Milo is just a professional jerk

Milo Yiannopoulos, a young white man with unnaturally white hair, with a sleeveless T-shirt showing a gun in rainbow colours with the slogan 'We shoot back', standing in front of a lectern with the slogan "Trump/Pence: Make America Great Again" on it.Last week Milo Yiannopoulos (AKA Milo Andreas Wagner), once the darling of the “alt-right” and of a sizeable chunk of the American Right, suddenly fell from grace as a result of someone drawing attention to things he said in a podcast a year ago which appeared to defend sexual activity between ‘boys’ and men. This has resulted in a book deal with Simon & Schuster being cancelled, his invitation to speak at the Conservative Political Action Conference (CPAC) along with Donald Trump and his vice-president Mike Pence being rescinded and a number of senior staff at Breitbart, the far-right propaganda/hate/’news’ site he is associated with, threatening to resign unless he is sacked. The developments have, some say, exposed the hypocrisy of the American Right who are willing to tolerate men abusing women and even young girls, but draw the line when the target, even theoretically, is boys.

I didn’t listen to the podcast, but in the specific detail that paedophilia as such refers to adults’ sexual activity with, or attraction to, pre-pubescent children and not those who have reached puberty, he is correct (some legal systems define it as including anyone below the age of consent). However, his comments about older men helping young men (potentially including those below the age of consent, as he indicated) find themselves is a standard trope of predator-apologism: young boys really have homosexual tendencies and enjoy the advances of older men. This attitude is precisely why, when the age of consent for gay males was reduced to 16 in the UK in 2001, the age was raised to 18 where one party was in a position of trust, whether they were the same or other sex. Conservatives objected because all men know that they really don’t like the advances of other men, and they know that they didn’t as small boys either — especially if they were unlucky enough to be on the receiving end of it. (This was the subject of a BBC Storyville documentary in 2009, as the scientist Carleton Gajdusek and his friends used it in regard to his molestation of small boys from the Pacific islands where he carried out research; I wrote about that here.)

Yiannopoulos and his supporters habitually use the defence of “free speech” when his speaking engagements at major universities are objected to or disrupted, scorning the objectors as “snowflakes” who demand a “safe space”, meaning safe from opinions they disagree with or the sense that their lifestyles are disapproved of. As has been pointed out amply elsewhere, the right to free speech does not mean that anyone has the right to provide you with a platform; it just means that the state cannot punish you for what you say, and even then, there are restrictions, such as that your speech does not incite violence. But nobody seems to be asking why he is being invited to speak at universities anyway.

Yiannopoulos is not an academic. He is not an expert in anything. It’s possible to be an expert or an authority in something and have repugnant views on something else (besides Gajdusek and his defenders, James Watson being a recent high-profile example); that is not the case with Yiannopoulos who had two tries at getting a degree, at two major British universities (Manchester and Cambridge), spending two years at each before dropping out. He is not a major contributor to an important technological project; lots of those have bizarre or extreme views. He did not manage to run a tech website successfully — The Kernel closed in 2013 after just 16 months owing thousands of pounds to a former contributor. He is simply an entertainer who goes around causing controversy for whatever his personal reasons are; according to Laurie Penny who, controversially, spent time with Yiannopoulos and his entourage:

Before this week, Yiannopoulos was a bratty, vicious court jester of the new right who made a name for himself by saying grotesque and shocking things that he may or may not have ever believed. He does this compulsively, with no respect for the repercussions, or for the fact that a lot of people do believe what he says and act accordingly.

He can do this sort of thing on his own time, with his own resources if he wants. He should not be able to expect that a respectable academic institution with responsibilities to the welfare of its students as well as to its intellectual legacy should indulge or accommodate him or his rabble of followers. He has a history of harassment, of gratuitous outings of private individuals, of grudges, of spiteful behaviour. His right to free speech is not in question, but in times like these, political extremism cannot be treated as mere entertainment. It should not be left to protestors to deny him a platform: universities should do it themselves, for the sake of their own good names.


▶ **What to produce**
Any pictures in the records below must be left out when you repeat the lines from the line containing "This screenshot has height=782, width=1440." through the line containing "You are a GUI" exactly.

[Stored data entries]

------------

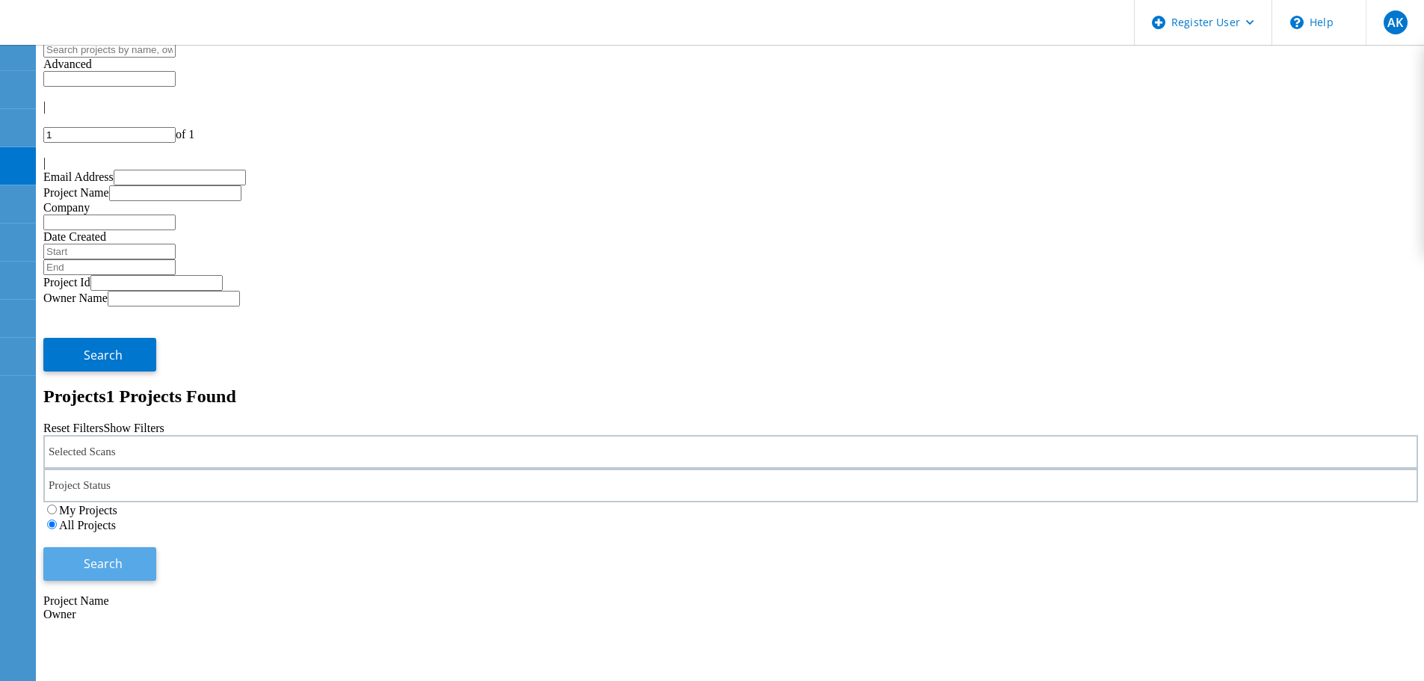  I want to click on b: Projects, so click(75, 396).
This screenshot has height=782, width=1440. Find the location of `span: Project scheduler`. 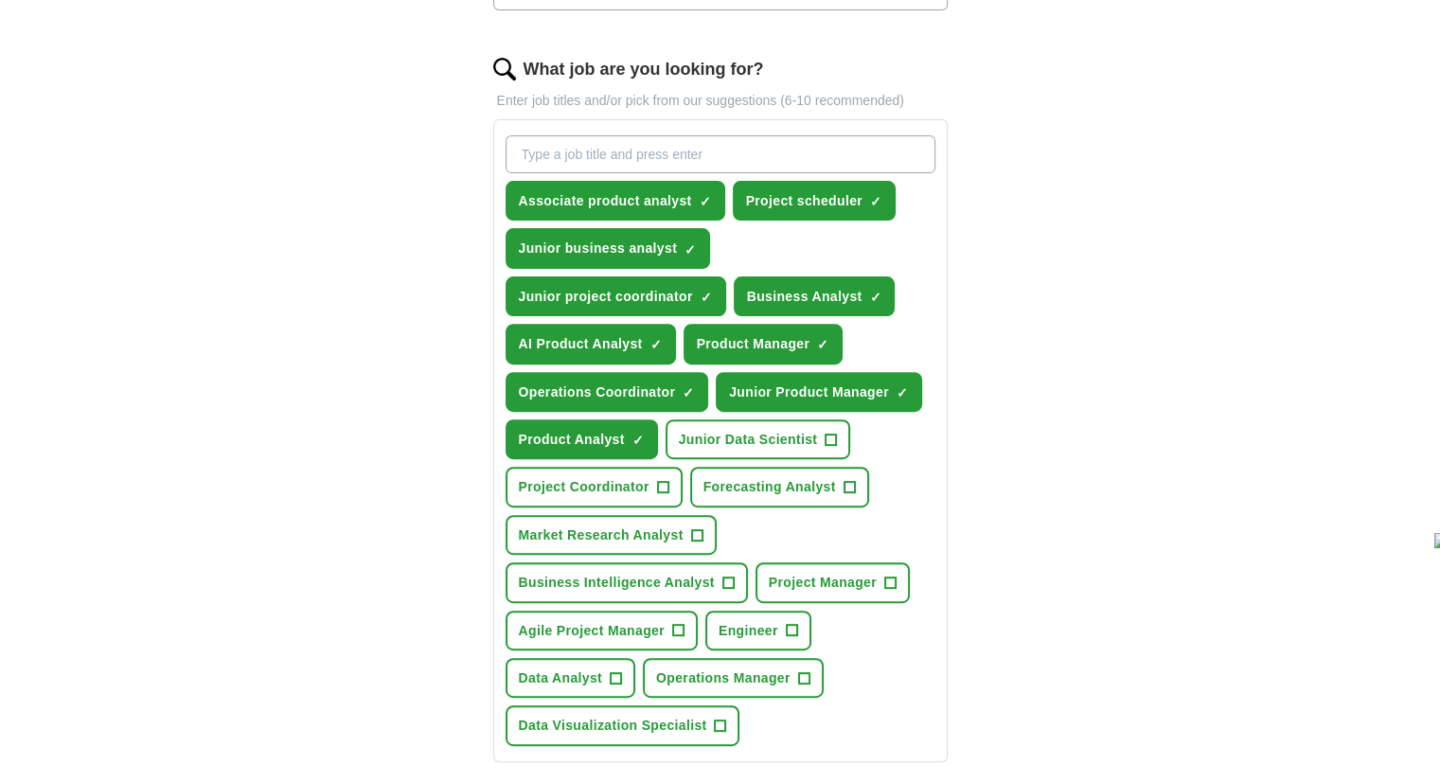

span: Project scheduler is located at coordinates (804, 201).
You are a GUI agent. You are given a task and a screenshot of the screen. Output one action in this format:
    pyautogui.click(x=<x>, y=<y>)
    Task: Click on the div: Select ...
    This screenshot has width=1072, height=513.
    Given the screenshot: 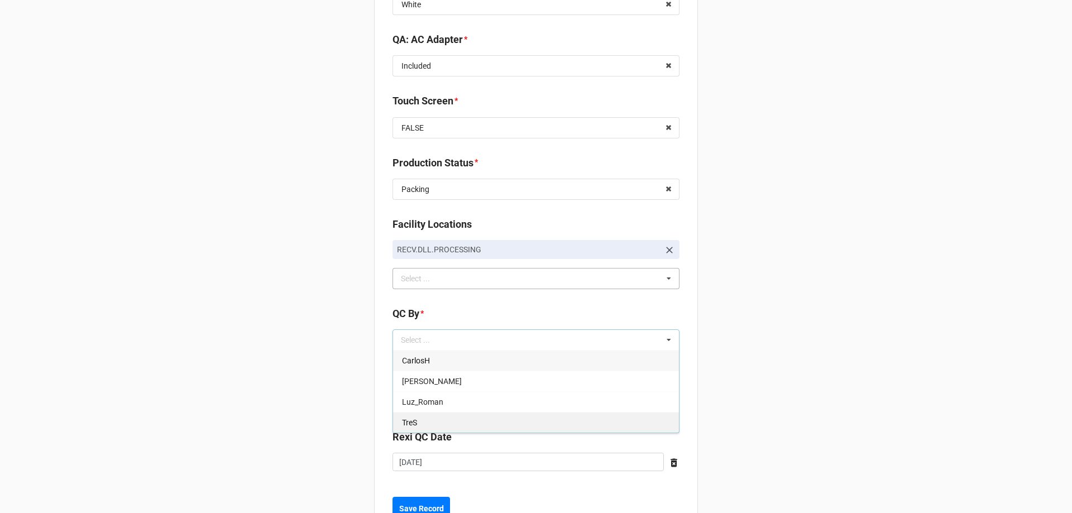 What is the action you would take?
    pyautogui.click(x=422, y=278)
    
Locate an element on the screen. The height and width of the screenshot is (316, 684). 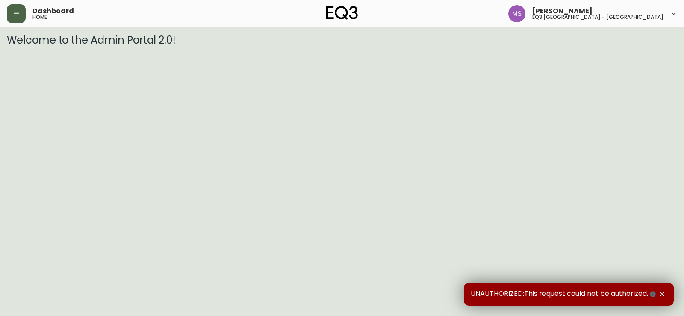
span: UNAUTHORIZED:This request could not be authorized. is located at coordinates (564, 294).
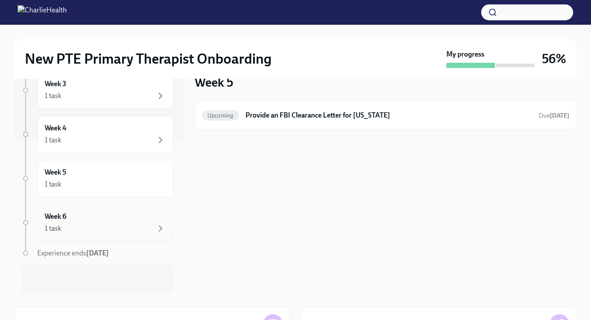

------------

▶ **Exercise output**
This screenshot has height=782, width=1440. Find the location of `span: Project scheduler`. 

span: Project scheduler is located at coordinates (804, 201).
You are a GUI agent. You are given a task and a screenshot of the screen. Output one action in this format:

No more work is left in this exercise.